World

I hope Ben Stokes finds peace

1 July 2026

8:04 PM

1 July 2026

8:04 PM

Ben Stokes has retired from international cricket in the middle of a Test match which England were well on the way to losing against New Zealand, the country of his birth. He had just returned to the captaincy after being dropped for breaking the newly imposed (and absurd) team curfew, the night after beating New Zealand at Lord’s.

In this first Test of the summer, Stokes, in the field, had at times seemed little more than a disinterested spectator. Before that, he had, in Australia, presided over arguably the most shambolic performance ever by an England side in pursuit of the Ashes. They lost 4-1 and the behaviour of some of the players was such that it became known as the ‘stag party’ series.

This all amounts to a pretty considerable debit balance for Stokes. But it has to be set against an incredible credit balance built up over the previous years Stokes had spent wearing an England cap. As a batsman, a fast bowler, a brilliant catcher and fielder he had the ability in all of these departments to turn a match or a series and had done so on many occasions. Who will ever forget that 135 not out at Headingley in 2019 taking England to victory over Australia, or the 155 he made admittedly in a losing cause against them at Lord’s in 2023. In 2019, also at Lord’s, it was his astonishing 84 not out that enabled England to win their first World Cup with a thrilling victory over New Zealand.

His fast bowling was brilliant too although constantly affected by injury, and he had that happy knack of being able to take wickets when they were most needed. His catching was extraordinary and I shall always remember his diving catch in the gully to remove Adam Voges off Stuart Broad on the first morning at Trent Bridge in 2015. There was, too, a phenomenal one-handed catch deep on the leg side against South Africa at the Oval in the 2019 World Cup. And then came those direct hit run outs. A final tally of 7,273 runs and 252 wickets is unarguable proof of his greatness as a player.

He was given the captaincy in 2022, a move which immediately lifted England from the gloom and failure of Joe Root’s captaincy. Stokes showed at once that he had an extraordinary instinct for the job. It was this that marked him out from his fellow superstar allrounders, Ian Botham and ‘Freddie’ Flintoff.


He appeared to strike up a sublime partnership with the head coach, Brendon McCullum, also from New Zealand. The same players who had been unable to help Root bought into the immediately refreshing free-range game that McCullum and Stokes orchestrated. New Zealand and South Africa were well beaten at home as England successfully completed some astonishing run chases in the fourth innings.

Pakistan were trounced in Pakistan, something England had never managed before. The future seemed certain and glorious. Then the hurdles grew higher; Australia came to England in 2023 and India followed in 2025, the two best sides in the world, and neither could be beaten. Stokes took his side to India where they were roundly beaten, and then came last winter’s humiliation in Australia, made worse by the high expectation of an England victory.

For all his earlier brilliance, this catastrophic series will always stand out to dent Stokes’s reputation as both captain and player and maybe ultimately to define him. Bazball, magnificent to a point, was found to be inadequate and foolish against the best. Stokes realised this, but too late, while McCullum’s faith in Bazball was never shaken. Both on the field and off a louche drinking, partying culture was never questioned and perhaps even encouraged.

Much will be written and speculated upon as far as McCullum and Stokes’s relationship is concerned. In the end, it appears to have disintegrated. The free-range side of life undoubtedly appeals to Stokes just as it did to Botham, Flintoff, Shane Warne and others of their exceptional, flamboyant natural ability. Maybe you cannot have one without the other. By the end of this Australian tour, Stokes was as bemused as anyone and has remained in a muddle as recent events have shown.

He will go down as a flawed genius of which there has been a long line in cricket, starting perhaps with the great W. G. Grace who got up to a number of questionable tricks in a sedate Victorian atmosphere. This has always been a part of the eternal fascination of cricket.

It may forever worry him why, as captain of England, it went so wrong in the end

Stokes may now spend a year or two enjoying county cricket with Durham, but I wonder if such an impulsive chap has any deep thought-out plans for the future. He will enjoy life along with those moments of self-doubt which have always plagued him and which have not helped over the last difficult year.

He may well score a few more hundreds and will surely visit a few more nightclubs. I first met him in the England dressing room at Lord’s in 2017 after my final day’s commentary; two days later we met again in an Annabel’s, a club in London’s Berkeley Square when he was there with the England side for a function. A few days later he was in another nightclub, in Bristol, where he got into trouble, although I happen to believe he was unlucky and the full story of that may never have come out.

Whatever happens, Stokes will continue to generate lots of fun while, I hope, keeping a watchful eye on the pitfalls that have always accompanied him. It may forever worry him why, as captain of England, it went so wrong in the end, but I hope it will not be too long before he will be able to shrug his shoulders in amiable resignation.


- [Requirement]:
Print each record exactly as it appears, but drop the images.

- [Data entries]:
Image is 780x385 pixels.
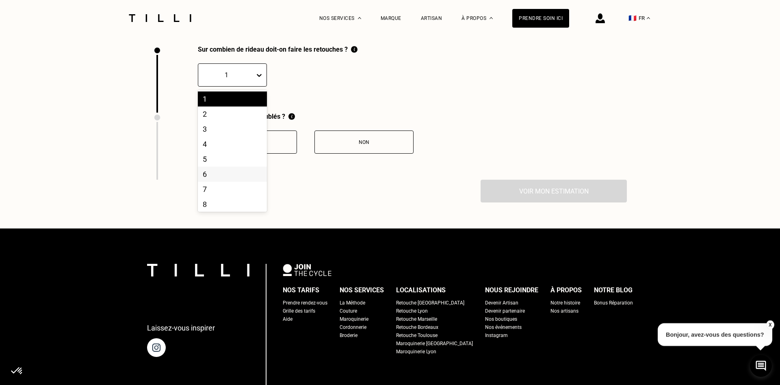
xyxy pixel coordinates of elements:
[658,323,772,346] p: Bonjour, avez-vous des questions?
[594,284,633,296] div: Notre blog
[288,113,295,120] img: Qu'est ce qu'une doublure ?
[283,307,315,315] a: Grille des tarifs
[198,91,267,106] div: 1
[485,323,522,331] a: Nos événements
[594,299,633,307] a: Bonus Réparation
[396,284,446,296] div: Localisations
[396,323,438,331] a: Retouche Bordeaux
[314,130,414,154] button: Non
[550,299,580,307] a: Notre histoire
[396,339,473,347] a: Maroquinerie [GEOGRAPHIC_DATA]
[381,15,401,21] a: Marque
[283,299,327,307] a: Prendre rendez-vous
[766,320,774,329] button: X
[647,17,650,19] img: menu déroulant
[396,299,464,307] a: Retouche [GEOGRAPHIC_DATA]
[340,299,365,307] a: La Méthode
[512,9,569,28] a: Prendre soin ici
[485,307,525,315] a: Devenir partenaire
[340,284,384,296] div: Nos services
[550,284,582,296] div: À propos
[147,323,215,332] p: Laissez-vous inspirer
[283,315,292,323] a: Aide
[283,284,319,296] div: Nos tarifs
[340,331,357,339] a: Broderie
[147,338,166,357] img: page instagram de Tilli une retoucherie à domicile
[198,113,414,120] div: Ce sont des rideaux doublés ?
[147,264,249,276] img: logo Tilli
[485,284,538,296] div: Nous rejoindre
[198,197,267,212] div: 8
[198,136,267,152] div: 4
[340,315,368,323] a: Maroquinerie
[198,106,267,121] div: 2
[198,45,357,53] div: Sur combien de rideau doit-on faire les retouches ?
[550,307,578,315] a: Nos artisans
[421,15,442,21] a: Artisan
[198,121,267,136] div: 3
[485,299,518,307] a: Devenir Artisan
[358,17,361,19] img: Menu déroulant
[198,167,267,182] div: 6
[628,14,637,22] span: 🇫🇷
[351,45,357,53] img: Comment compter le nombre de rideaux ?
[198,182,267,197] div: 7
[396,307,428,315] a: Retouche Lyon
[126,14,194,22] img: Logo du service de couturière Tilli
[596,13,605,23] img: icône connexion
[319,139,409,145] div: Non
[485,315,517,323] a: Nos boutiques
[340,307,357,315] a: Couture
[198,152,267,167] div: 5
[396,331,438,339] a: Retouche Toulouse
[340,323,366,331] a: Cordonnerie
[396,347,436,355] a: Maroquinerie Lyon
[396,315,437,323] a: Retouche Marseille
[485,331,508,339] a: Instagram
[283,264,331,276] img: logo Join The Cycle
[490,17,493,19] img: Menu déroulant à propos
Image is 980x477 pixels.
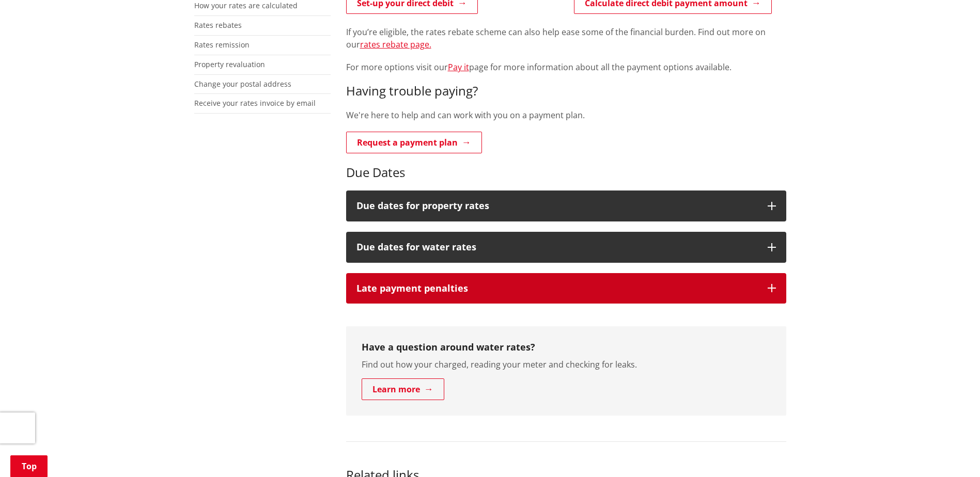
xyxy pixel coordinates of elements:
[362,342,771,353] h3: Have a question around water rates?
[194,79,291,89] a: Change your postal address
[346,132,482,153] a: Request a payment plan
[346,232,786,263] button: Due dates for water rates
[362,359,771,371] p: Find out how your charged, reading your meter and checking for leaks.
[346,165,786,180] h3: Due Dates
[933,434,970,471] iframe: Messenger Launcher
[194,98,315,108] a: Receive your rates invoice by email
[448,62,469,73] a: Pay it
[194,20,242,30] a: Rates rebates
[10,455,48,477] a: Top
[194,39,250,50] a: Rates remission
[194,59,265,69] a: Property revaluation
[346,109,786,122] p: We're here to help and can work with you on a payment plan.
[346,83,786,99] h3: Having trouble paying?
[360,39,431,50] a: rates rebate page.
[357,283,758,294] h3: Late payment penalties
[346,190,786,222] button: Due dates for property rates
[194,1,298,10] a: How your rates are calculated
[346,26,786,50] p: If you’re eligible, the rates rebate scheme can also help ease some of the financial burden. Find...
[357,242,758,253] h3: Due dates for water rates
[362,378,444,400] a: Learn more
[357,201,758,211] h3: Due dates for property rates
[346,273,786,304] button: Late payment penalties
[346,61,786,73] p: For more options visit our page for more information about all the payment options available.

- [Answer to the problem]:
Image is 780x385 pixels.
xyxy pixel coordinates of elements:
[658,323,772,346] p: Bonjour, avez-vous des questions?
[594,284,633,296] div: Notre blog
[288,113,295,120] img: Qu'est ce qu'une doublure ?
[283,307,315,315] a: Grille des tarifs
[198,91,267,106] div: 1
[485,323,522,331] a: Nos événements
[594,299,633,307] a: Bonus Réparation
[396,284,446,296] div: Localisations
[396,323,438,331] a: Retouche Bordeaux
[314,130,414,154] button: Non
[550,299,580,307] a: Notre histoire
[396,339,473,347] a: Maroquinerie [GEOGRAPHIC_DATA]
[381,15,401,21] a: Marque
[283,299,327,307] a: Prendre rendez-vous
[766,320,774,329] button: X
[647,17,650,19] img: menu déroulant
[396,299,464,307] a: Retouche [GEOGRAPHIC_DATA]
[340,299,365,307] a: La Méthode
[512,9,569,28] a: Prendre soin ici
[485,307,525,315] a: Devenir partenaire
[340,284,384,296] div: Nos services
[550,284,582,296] div: À propos
[147,323,215,332] p: Laissez-vous inspirer
[283,315,292,323] a: Aide
[283,284,319,296] div: Nos tarifs
[340,331,357,339] a: Broderie
[147,338,166,357] img: page instagram de Tilli une retoucherie à domicile
[198,113,414,120] div: Ce sont des rideaux doublés ?
[147,264,249,276] img: logo Tilli
[485,284,538,296] div: Nous rejoindre
[198,197,267,212] div: 8
[198,136,267,152] div: 4
[340,315,368,323] a: Maroquinerie
[198,106,267,121] div: 2
[198,45,357,53] div: Sur combien de rideau doit-on faire les retouches ?
[550,307,578,315] a: Nos artisans
[421,15,442,21] a: Artisan
[198,121,267,136] div: 3
[485,299,518,307] a: Devenir Artisan
[358,17,361,19] img: Menu déroulant
[198,167,267,182] div: 6
[628,14,637,22] span: 🇫🇷
[351,45,357,53] img: Comment compter le nombre de rideaux ?
[198,182,267,197] div: 7
[396,307,428,315] a: Retouche Lyon
[126,14,194,22] img: Logo du service de couturière Tilli
[596,13,605,23] img: icône connexion
[319,139,409,145] div: Non
[485,315,517,323] a: Nos boutiques
[340,307,357,315] a: Couture
[198,152,267,167] div: 5
[396,331,438,339] a: Retouche Toulouse
[340,323,366,331] a: Cordonnerie
[396,347,436,355] a: Maroquinerie Lyon
[396,315,437,323] a: Retouche Marseille
[485,331,508,339] a: Instagram
[283,264,331,276] img: logo Join The Cycle
[490,17,493,19] img: Menu déroulant à propos
Image is 980x477 pixels.
xyxy pixel coordinates of elements:
[362,342,771,353] h3: Have a question around water rates?
[194,79,291,89] a: Change your postal address
[346,132,482,153] a: Request a payment plan
[346,232,786,263] button: Due dates for water rates
[362,359,771,371] p: Find out how your charged, reading your meter and checking for leaks.
[346,165,786,180] h3: Due Dates
[933,434,970,471] iframe: Messenger Launcher
[194,98,315,108] a: Receive your rates invoice by email
[448,62,469,73] a: Pay it
[194,20,242,30] a: Rates rebates
[10,455,48,477] a: Top
[194,39,250,50] a: Rates remission
[194,59,265,69] a: Property revaluation
[346,109,786,122] p: We're here to help and can work with you on a payment plan.
[346,83,786,99] h3: Having trouble paying?
[360,39,431,50] a: rates rebate page.
[357,283,758,294] h3: Late payment penalties
[346,190,786,222] button: Due dates for property rates
[194,1,298,10] a: How your rates are calculated
[346,26,786,50] p: If you’re eligible, the rates rebate scheme can also help ease some of the financial burden. Find...
[357,242,758,253] h3: Due dates for water rates
[362,378,444,400] a: Learn more
[357,201,758,211] h3: Due dates for property rates
[346,273,786,304] button: Late payment penalties
[346,61,786,73] p: For more options visit our page for more information about all the payment options available.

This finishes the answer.